I see a divide, but not by age
by
Binker
06/09/2008, 3:16 PM #
I never liked the idea of the XX blog because, once again, women were being relegated to the ladies pages. In the beginning, I still read it sometimes, but I increasingly found the tone to be shrill and noticed that most of the posters had joined the fanatical Obama wagon. There are obviously a lot of people who have jumped on that wagon, too, so I wasn't surprised. What surprised me was the vituperation against Hillary Clinton. I don't love Hillary Clinton, but I thought the comments were oddly nasty.
My daughter and most of her friends were Hillary supporters. These are first time voters and some of them won't even be old enough to vote in November. My younger female colleagues at work were also Hillary supporters. So I haven't seen this age divide at all. In fact, the people I know who were fanatic Obama supporters from the beginning were white people in their 40s and 50s.
So I was surprised that the argument is perceived as being between old and young feminists. The divide I think I see is between the people who think symbols are as important as actions and those for whom symbols are a good deal less powerful than actions. I have discovered during this primary process that I am very much in the latter camp, which is why this infatuation with Obama is perplexing to me. I can tell that he and his campaign are powerful for a lot of people, but I struggle to understand why.
For these people, voting for a black man is a powerful symbol of their lack of racism. Insisting that we leave Iraq now symbolizes their objection to the initial invasion. Driving a Prius symbolizes their concern about global warming. But the danger in valuing symbols so highly is that it can lead to substituting symbols for action. And sadly, I see that substitution all the time.
The people who operate at the symbolic level have a much harder time addressing sexism because that would require that they make some actual changes in their work and most especially their home lives. Their wives--or the women themselves--still do the lion's share of the housework and child raising, even though now she works because they are "equals." And of course, everyone in the most senior positions at work are men--sort of like slate.com (and I really like David Plotz, it's just not surprising that even at slate.com, the editor job goes from one man to another).
These same symbol-driven people don't acknowledge that everyone has racial prejudices that they need to recognize and deal with when they encounter them because they believe they have proven their complete absence of racism by voting for Obama.

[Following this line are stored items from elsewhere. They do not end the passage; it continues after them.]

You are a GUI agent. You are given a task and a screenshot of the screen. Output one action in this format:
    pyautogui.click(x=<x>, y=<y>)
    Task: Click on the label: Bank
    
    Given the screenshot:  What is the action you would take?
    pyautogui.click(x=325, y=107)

These same people won't consider that the decision about the war in Iraq, while almost certainly unjustified, has already been made, so that all we can decide is whether pulling out now is the right thing. It's hard work to figure out what to do and risk deciding to put the lives of soldiers and civilians at risk. It's much easier to insist that you never wanted to be there in the first place. I can't ever have a discussion with anyone who is not a conservative about the war without having it rapidly turn to how it was a mistake in the first place. I think that's true, too (sorry, Christopher Hitchens), but so what? That's as helpful as emphasizing that you never wanted a third child in the first place while trying to decide what to do when that third child turns into a juvenile delinquent.
They are smug in their Priuses, but haven't made any of the really difficult changes in their lives to address their concern about their carbon footprints. They still live in far-flung suburbs in relatively large homes with huge air-conditioning bills.
My ex-church is full of these kinds of liberals (the church even has a Prius rally where all the Prius drivers get to park in the front of the church, by a busy road, so everyone can see how superior they are). They mob any unsuspecting black person who visits the church because they would be thrilled, thrilled, thrilled to have black people attend and wring their hands over why more don't, thereby placing each black person they encounter in the position of being a symbol to prove their non-racism. The church has been extremely open and welcoming to homosexuals and fought the denomination to try and change the church rules to allow homosexuals to be fully a part of the denomination. In many ways, they have been very courageous on the issue. The pastors regularly take off their stoles and fold them on the lectern because to wear a stole when others are denied it would be wrong. That's a powerful symbolic act. But when they had the big opening ceremony for the new church building and wanted to have a row of all of the clergy who had ever worked at or who currently attended the church, they excluded the woman who had graduated with honors from a respected seminary but was refused ordination solely because she is a lesbian. It was a horrible, hurtful experience for her that occurred while she attended the church and is exactly the kind of exclusion the church purports to be fighting. Yet they hadn't even considered including her and, when asked about it, explained that the reason they didn't even consider her was that she wasn't ordained. They loved the symbolic act, but couldn't bring themselves to actually include one of these excluded persons in a way that would have antagonized some of the representatives of the denomination that attended the ceremony. A symbol doesn't cost anything, but an action does.
How does this relate to Obama? He hits me as exactly the same kind of person. His liberalness is designed to get him elected, not to transform society. Of course he had to make a speech about race--he was getting hammered by the Jeremiah Wright tapes. That wasn't brave. Brave would be making a speech about fighting sexism--especially while Hillary Clinton was still in the primary race--or homophobia. Those issues don't resonate with him because they aren't about him. Anyone whose liberalism is designed solely for his own benefit is a politician who wants to be elected, not the greatest leader of our time. That's fine with me--I think that's what all politicians are like. What's surprising to me is all the people who adore him as if he were something different.